“Right. But then I married a fuddy-duddy and bought all my clothes at Walmart and a night out was considered wearing my good jeans to the pub in town.” I raise my eyebrows at Bennett and he shakes his head lightly. “So you tell me, do I come on strong and flirty, or shy and alluring?”
He licks his lips and sets his cup on the counter. “You want me to tell you what I’d do?”
“Yes!” I shout with a breath of relief.
“If I were trying to win someone back I would find her and ask her if we could be alone and talk,” he begins, slowly running his tongue over his teeth, lowering his gaze into a sultry scowl. His palms grip the edge of the counter top. My eyes snap to the way his abdomen flexes and how the flex of his forearm pulses under his tattoo.
“Are you smoldering, Bennett? Oh my. Is this your smolder?” I tease, fanning myself with my hand and deflecting because my chest is getting warm, and I know my cheeks are burning red.
“Shut up,” he says, his voice low and raspy, and I’m certain I now know what a man growling sounds like, so I claw the air and growl back.
I think he’ll laugh. He doesn’t.
Instead, he steps around the island and pins me against the counter. One hand gripping the counter behind me and the other gently slides across my collar bone and along my jaw, tilting me so I’m looking right at him. It all happens so fast I can’t stop it. But more than that, I don’t want to. The touch is soft and gentle, yet I’m commanded by it. My heart is standing at attention, waiting on every word about to fall out of his perfect mouth.
“Then,” he begins, “when I get her alone, I’ll make sure she’s looking right at me...” he continues, staring down at me, and I feel like butter over an open flame. My skin is dripping from his touch, and my heart is pounding harder and harder without permission. The look in his eyes is predatorial yet full of longing and hurt. The kind of hurt that needs to physically feel the apology until forgiveness is fully received. I swallow against his palm as he lowers his mouth to my ear, unable to remove my gaze from his. “And I’d make sure she knows I’ve measured every moment I was without her. That I’ve compared every kiss, every touch, every laugh to her very presence.”
He pulls back slightly, still studying me while I’m frozen under his touch and gaze. His breath lands on my cheek, and I can smell the pumpkin spice and coffee on his breath, the warmth of his skin, the ache throbbing in his chest. “And I’d tell her, every moment without her has been unbearable, and the only thing that got me through every day was knowing that once I had the honor of being loved by her...”
He moves closer—so close—our lips are almost touching, and I know I should retract my entire body but apparently Bennett is very good at this and I’m frozen under his spell. “Then I would kiss her until she begged me to love her again.”
He drops his hand and moves back. All the heat I felt from his hands leaves me in a cold sweat and with a very confused mind.
“Oh, well, that was...” I clear my throat, collecting my bearings, “informative. Bennett. Goodness gracious.” I collect my hair in my hand and drape it behind my shoulders, sitting straighter as he returns to his side of the countertop. Pretending his actions and the look in his eyes didn’t almost unravel me at 5:30 a.m., I ask, “Is that really what you’d do?”
He clicks out an almost laugh. “No, weirdo. If I were you, I’d be on my knees begging for forgiveness.”
I laugh-groan and bury my face in my hands.
“I got you, though,” he says, grinning and pointing at me over the counter.
I peek through my fingers. “I hate you.”
“You don’t,” he says, sipping his coffee.
“No,” I confess, dragging my fingers through my hair. My expression somber from the nerves rattling in my gut. I have no idea how to fix this.
“You could make him jealous,” he throws out the comment and then sips his coffee. “You could date Joe.”
I fix my offended jaw in place. “For real? That’s the dating pool? Joe?”
He shrugs. “He’s the only single guy I know.”
“The dating pool at thirty is more of a swamp. Got it.”
“Hey, don’t hate on ogres.”
“I will as long as they can’t remember my name.”
He smirks. “Fine. Don’t date Joe. Just be yourself, Liv. But you better be ready to beg for forgiveness.”
I manage a smile and nod as my mind drifts back to the previous moments of the morning. “Damn, Bennett. You’ve got a good smolder.”
He smiles wider. “I watch a lot of Disney princess movies,” he confesses, then his eyes drift to the hallway behind me, and he unleashes a full-blown grin.
“Hey, baby girl,” he says, and I turn to Josie, yawning in her footie jammies with the sweetest mussed-up hair and sleepy cheeks.
“Is it Christmas today?” Josie squeaks with a crumpled brow.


Please reproduce all of the lines below, word for word and in full.

Collected data:
########

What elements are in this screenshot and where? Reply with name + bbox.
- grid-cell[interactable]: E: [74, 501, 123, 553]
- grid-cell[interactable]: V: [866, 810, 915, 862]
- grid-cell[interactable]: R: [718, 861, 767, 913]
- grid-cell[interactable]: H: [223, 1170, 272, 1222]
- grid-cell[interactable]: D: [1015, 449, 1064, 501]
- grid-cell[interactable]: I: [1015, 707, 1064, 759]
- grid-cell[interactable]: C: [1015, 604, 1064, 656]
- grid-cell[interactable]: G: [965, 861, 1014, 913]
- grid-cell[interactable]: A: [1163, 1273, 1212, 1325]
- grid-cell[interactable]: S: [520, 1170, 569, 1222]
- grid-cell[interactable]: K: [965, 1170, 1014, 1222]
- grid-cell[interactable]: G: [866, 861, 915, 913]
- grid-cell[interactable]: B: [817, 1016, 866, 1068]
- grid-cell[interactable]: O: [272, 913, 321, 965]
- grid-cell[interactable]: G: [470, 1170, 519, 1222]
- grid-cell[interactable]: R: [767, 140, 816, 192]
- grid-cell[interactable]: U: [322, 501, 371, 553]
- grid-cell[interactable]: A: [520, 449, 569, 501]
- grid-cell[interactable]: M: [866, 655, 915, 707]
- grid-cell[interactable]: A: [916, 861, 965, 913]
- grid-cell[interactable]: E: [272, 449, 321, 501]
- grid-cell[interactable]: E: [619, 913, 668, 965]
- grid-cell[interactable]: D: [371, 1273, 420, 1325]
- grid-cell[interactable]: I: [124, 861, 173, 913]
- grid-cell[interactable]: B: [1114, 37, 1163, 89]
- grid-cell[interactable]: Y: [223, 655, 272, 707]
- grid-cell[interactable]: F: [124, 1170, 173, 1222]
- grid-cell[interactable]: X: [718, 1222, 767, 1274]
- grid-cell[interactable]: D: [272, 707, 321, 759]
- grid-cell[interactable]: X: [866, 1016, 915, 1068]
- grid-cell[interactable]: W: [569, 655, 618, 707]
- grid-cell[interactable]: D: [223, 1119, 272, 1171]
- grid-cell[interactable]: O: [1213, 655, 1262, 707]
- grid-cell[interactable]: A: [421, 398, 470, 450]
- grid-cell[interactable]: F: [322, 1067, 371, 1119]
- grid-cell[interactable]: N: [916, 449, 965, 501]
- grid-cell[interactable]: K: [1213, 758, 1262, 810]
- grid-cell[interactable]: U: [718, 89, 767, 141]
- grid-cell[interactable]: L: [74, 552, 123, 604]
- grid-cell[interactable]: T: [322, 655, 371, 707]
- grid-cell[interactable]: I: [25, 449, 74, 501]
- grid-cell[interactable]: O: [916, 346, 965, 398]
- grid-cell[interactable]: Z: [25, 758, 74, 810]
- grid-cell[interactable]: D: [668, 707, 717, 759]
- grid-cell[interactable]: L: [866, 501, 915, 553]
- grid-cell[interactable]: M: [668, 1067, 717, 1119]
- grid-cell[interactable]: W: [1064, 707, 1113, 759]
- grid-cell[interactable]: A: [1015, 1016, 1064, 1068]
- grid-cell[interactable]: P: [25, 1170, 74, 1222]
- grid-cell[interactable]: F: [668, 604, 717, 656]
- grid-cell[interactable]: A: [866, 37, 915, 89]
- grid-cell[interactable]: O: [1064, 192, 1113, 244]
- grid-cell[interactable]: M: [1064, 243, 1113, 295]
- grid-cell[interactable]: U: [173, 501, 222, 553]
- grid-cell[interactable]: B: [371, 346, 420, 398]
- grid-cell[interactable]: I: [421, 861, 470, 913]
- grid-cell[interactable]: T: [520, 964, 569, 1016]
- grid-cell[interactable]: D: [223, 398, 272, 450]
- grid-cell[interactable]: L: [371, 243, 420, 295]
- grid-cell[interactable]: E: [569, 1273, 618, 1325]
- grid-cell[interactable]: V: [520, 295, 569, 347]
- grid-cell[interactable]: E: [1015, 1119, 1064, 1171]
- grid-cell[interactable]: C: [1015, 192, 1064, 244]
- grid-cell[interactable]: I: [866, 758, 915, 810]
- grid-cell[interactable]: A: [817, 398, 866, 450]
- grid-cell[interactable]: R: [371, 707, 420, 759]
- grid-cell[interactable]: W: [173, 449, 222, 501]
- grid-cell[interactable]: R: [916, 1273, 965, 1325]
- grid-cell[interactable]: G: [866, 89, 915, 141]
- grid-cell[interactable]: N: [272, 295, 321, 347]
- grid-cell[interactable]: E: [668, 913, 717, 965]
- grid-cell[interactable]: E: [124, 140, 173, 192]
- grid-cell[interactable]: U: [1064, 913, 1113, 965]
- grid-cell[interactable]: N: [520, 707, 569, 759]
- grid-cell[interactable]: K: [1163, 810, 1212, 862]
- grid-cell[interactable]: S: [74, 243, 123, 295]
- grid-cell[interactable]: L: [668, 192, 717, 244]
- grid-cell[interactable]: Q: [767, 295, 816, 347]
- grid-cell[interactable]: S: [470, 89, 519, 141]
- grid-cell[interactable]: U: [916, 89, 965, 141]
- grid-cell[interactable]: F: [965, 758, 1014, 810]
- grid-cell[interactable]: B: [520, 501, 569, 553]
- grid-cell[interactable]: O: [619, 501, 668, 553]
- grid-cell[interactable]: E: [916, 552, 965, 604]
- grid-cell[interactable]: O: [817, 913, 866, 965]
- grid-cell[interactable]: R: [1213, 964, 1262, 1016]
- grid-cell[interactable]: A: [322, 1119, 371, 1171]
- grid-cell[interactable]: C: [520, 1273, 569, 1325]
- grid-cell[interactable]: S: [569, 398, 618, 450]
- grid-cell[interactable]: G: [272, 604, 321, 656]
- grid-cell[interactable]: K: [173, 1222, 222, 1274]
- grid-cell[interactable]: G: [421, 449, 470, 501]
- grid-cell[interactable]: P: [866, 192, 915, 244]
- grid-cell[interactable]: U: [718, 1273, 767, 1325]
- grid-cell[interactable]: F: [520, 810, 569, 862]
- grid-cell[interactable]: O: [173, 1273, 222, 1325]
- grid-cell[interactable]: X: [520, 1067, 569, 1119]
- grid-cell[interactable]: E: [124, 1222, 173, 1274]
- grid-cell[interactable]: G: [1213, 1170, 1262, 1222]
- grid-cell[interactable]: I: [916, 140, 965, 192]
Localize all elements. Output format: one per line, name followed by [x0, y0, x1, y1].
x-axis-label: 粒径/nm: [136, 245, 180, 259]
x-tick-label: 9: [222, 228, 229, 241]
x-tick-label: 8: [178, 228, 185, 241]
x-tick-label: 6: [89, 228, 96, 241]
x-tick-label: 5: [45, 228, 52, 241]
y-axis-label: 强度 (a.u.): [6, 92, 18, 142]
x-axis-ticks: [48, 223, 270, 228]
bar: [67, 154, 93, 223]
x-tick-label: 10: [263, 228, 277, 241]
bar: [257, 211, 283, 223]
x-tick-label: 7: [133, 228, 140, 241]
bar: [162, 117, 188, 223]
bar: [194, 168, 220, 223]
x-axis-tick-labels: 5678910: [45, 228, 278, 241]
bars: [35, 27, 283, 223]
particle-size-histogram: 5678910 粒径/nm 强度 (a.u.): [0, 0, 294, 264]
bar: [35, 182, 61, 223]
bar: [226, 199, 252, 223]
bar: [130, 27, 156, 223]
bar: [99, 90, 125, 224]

########

Task output =
What elements are in this screenshot and where? Reply with name + bbox.
- grid-cell[interactable]: E: [74, 501, 123, 553]
- grid-cell[interactable]: V: [866, 810, 915, 862]
- grid-cell[interactable]: R: [718, 861, 767, 913]
- grid-cell[interactable]: H: [223, 1170, 272, 1222]
- grid-cell[interactable]: D: [1015, 449, 1064, 501]
- grid-cell[interactable]: I: [1015, 707, 1064, 759]
- grid-cell[interactable]: C: [1015, 604, 1064, 656]
- grid-cell[interactable]: G: [965, 861, 1014, 913]
- grid-cell[interactable]: A: [1163, 1273, 1212, 1325]
- grid-cell[interactable]: S: [520, 1170, 569, 1222]
- grid-cell[interactable]: K: [965, 1170, 1014, 1222]
- grid-cell[interactable]: G: [866, 861, 915, 913]
- grid-cell[interactable]: B: [817, 1016, 866, 1068]
- grid-cell[interactable]: O: [272, 913, 321, 965]
- grid-cell[interactable]: G: [470, 1170, 519, 1222]
- grid-cell[interactable]: R: [767, 140, 816, 192]
- grid-cell[interactable]: U: [322, 501, 371, 553]
- grid-cell[interactable]: A: [520, 449, 569, 501]
- grid-cell[interactable]: M: [866, 655, 915, 707]
- grid-cell[interactable]: A: [916, 861, 965, 913]
- grid-cell[interactable]: E: [272, 449, 321, 501]
- grid-cell[interactable]: E: [619, 913, 668, 965]
- grid-cell[interactable]: D: [371, 1273, 420, 1325]
- grid-cell[interactable]: I: [124, 861, 173, 913]
- grid-cell[interactable]: B: [1114, 37, 1163, 89]
- grid-cell[interactable]: Y: [223, 655, 272, 707]
- grid-cell[interactable]: F: [124, 1170, 173, 1222]
- grid-cell[interactable]: X: [718, 1222, 767, 1274]
- grid-cell[interactable]: D: [272, 707, 321, 759]
- grid-cell[interactable]: X: [866, 1016, 915, 1068]
- grid-cell[interactable]: W: [569, 655, 618, 707]
- grid-cell[interactable]: D: [223, 1119, 272, 1171]
- grid-cell[interactable]: O: [1213, 655, 1262, 707]
- grid-cell[interactable]: A: [421, 398, 470, 450]
- grid-cell[interactable]: F: [322, 1067, 371, 1119]
- grid-cell[interactable]: N: [916, 449, 965, 501]
- grid-cell[interactable]: K: [1213, 758, 1262, 810]
- grid-cell[interactable]: U: [718, 89, 767, 141]
- grid-cell[interactable]: L: [74, 552, 123, 604]
- grid-cell[interactable]: T: [322, 655, 371, 707]
- grid-cell[interactable]: I: [25, 449, 74, 501]
- grid-cell[interactable]: O: [916, 346, 965, 398]
- grid-cell[interactable]: Z: [25, 758, 74, 810]
- grid-cell[interactable]: D: [668, 707, 717, 759]
- grid-cell[interactable]: L: [866, 501, 915, 553]
- grid-cell[interactable]: M: [668, 1067, 717, 1119]
- grid-cell[interactable]: W: [1064, 707, 1113, 759]
- grid-cell[interactable]: A: [1015, 1016, 1064, 1068]
- grid-cell[interactable]: P: [25, 1170, 74, 1222]
- grid-cell[interactable]: F: [668, 604, 717, 656]
- grid-cell[interactable]: A: [866, 37, 915, 89]
- grid-cell[interactable]: O: [1064, 192, 1113, 244]
- grid-cell[interactable]: M: [1064, 243, 1113, 295]
- grid-cell[interactable]: U: [173, 501, 222, 553]
- grid-cell[interactable]: B: [371, 346, 420, 398]
- grid-cell[interactable]: I: [421, 861, 470, 913]
- grid-cell[interactable]: T: [520, 964, 569, 1016]
- grid-cell[interactable]: D: [223, 398, 272, 450]
- grid-cell[interactable]: L: [371, 243, 420, 295]
- grid-cell[interactable]: E: [569, 1273, 618, 1325]
- grid-cell[interactable]: V: [520, 295, 569, 347]
- grid-cell[interactable]: E: [1015, 1119, 1064, 1171]
- grid-cell[interactable]: C: [1015, 192, 1064, 244]
- grid-cell[interactable]: I: [866, 758, 915, 810]
- grid-cell[interactable]: A: [817, 398, 866, 450]
- grid-cell[interactable]: R: [371, 707, 420, 759]
- grid-cell[interactable]: W: [173, 449, 222, 501]
- grid-cell[interactable]: R: [916, 1273, 965, 1325]
- grid-cell[interactable]: G: [866, 89, 915, 141]
- grid-cell[interactable]: N: [272, 295, 321, 347]
- grid-cell[interactable]: E: [668, 913, 717, 965]
- grid-cell[interactable]: E: [124, 140, 173, 192]
- grid-cell[interactable]: U: [1064, 913, 1113, 965]
- grid-cell[interactable]: N: [520, 707, 569, 759]
- grid-cell[interactable]: K: [1163, 810, 1212, 862]
- grid-cell[interactable]: S: [74, 243, 123, 295]
- grid-cell[interactable]: L: [668, 192, 717, 244]
- grid-cell[interactable]: Q: [767, 295, 816, 347]
- grid-cell[interactable]: S: [470, 89, 519, 141]
- grid-cell[interactable]: U: [916, 89, 965, 141]
- grid-cell[interactable]: F: [965, 758, 1014, 810]
- grid-cell[interactable]: B: [520, 501, 569, 553]
- grid-cell[interactable]: O: [619, 501, 668, 553]
- grid-cell[interactable]: E: [916, 552, 965, 604]
- grid-cell[interactable]: O: [817, 913, 866, 965]
- grid-cell[interactable]: R: [1213, 964, 1262, 1016]
- grid-cell[interactable]: A: [322, 1119, 371, 1171]
- grid-cell[interactable]: C: [520, 1273, 569, 1325]
- grid-cell[interactable]: S: [569, 398, 618, 450]
- grid-cell[interactable]: G: [272, 604, 321, 656]
- grid-cell[interactable]: K: [173, 1222, 222, 1274]
- grid-cell[interactable]: G: [421, 449, 470, 501]
- grid-cell[interactable]: P: [866, 192, 915, 244]
- grid-cell[interactable]: U: [718, 1273, 767, 1325]
- grid-cell[interactable]: F: [520, 810, 569, 862]
- grid-cell[interactable]: O: [173, 1273, 222, 1325]
- grid-cell[interactable]: X: [520, 1067, 569, 1119]
- grid-cell[interactable]: E: [124, 1222, 173, 1274]
- grid-cell[interactable]: G: [1213, 1170, 1262, 1222]
- grid-cell[interactable]: I: [916, 140, 965, 192]
Localize all elements. Output format: one per line, name followed by [x0, y0, x1, y1].
x-axis-label: 粒径/nm: [136, 245, 180, 259]
x-tick-label: 9: [222, 228, 229, 241]
x-tick-label: 8: [178, 228, 185, 241]
x-tick-label: 6: [89, 228, 96, 241]
x-tick-label: 5: [45, 228, 52, 241]
y-axis-label: 强度 (a.u.): [6, 92, 18, 142]
x-axis-ticks: [48, 223, 270, 228]
bar: [67, 154, 93, 223]
x-tick-label: 10: [263, 228, 277, 241]
bar: [257, 211, 283, 223]
x-tick-label: 7: [133, 228, 140, 241]
bar: [162, 117, 188, 223]
bar: [194, 168, 220, 223]
x-axis-tick-labels: 5678910: [45, 228, 278, 241]
bars: [35, 27, 283, 223]
particle-size-histogram: 5678910 粒径/nm 强度 (a.u.): [0, 0, 294, 264]
bar: [35, 182, 61, 223]
bar: [226, 199, 252, 223]
bar: [130, 27, 156, 223]
bar: [99, 90, 125, 224]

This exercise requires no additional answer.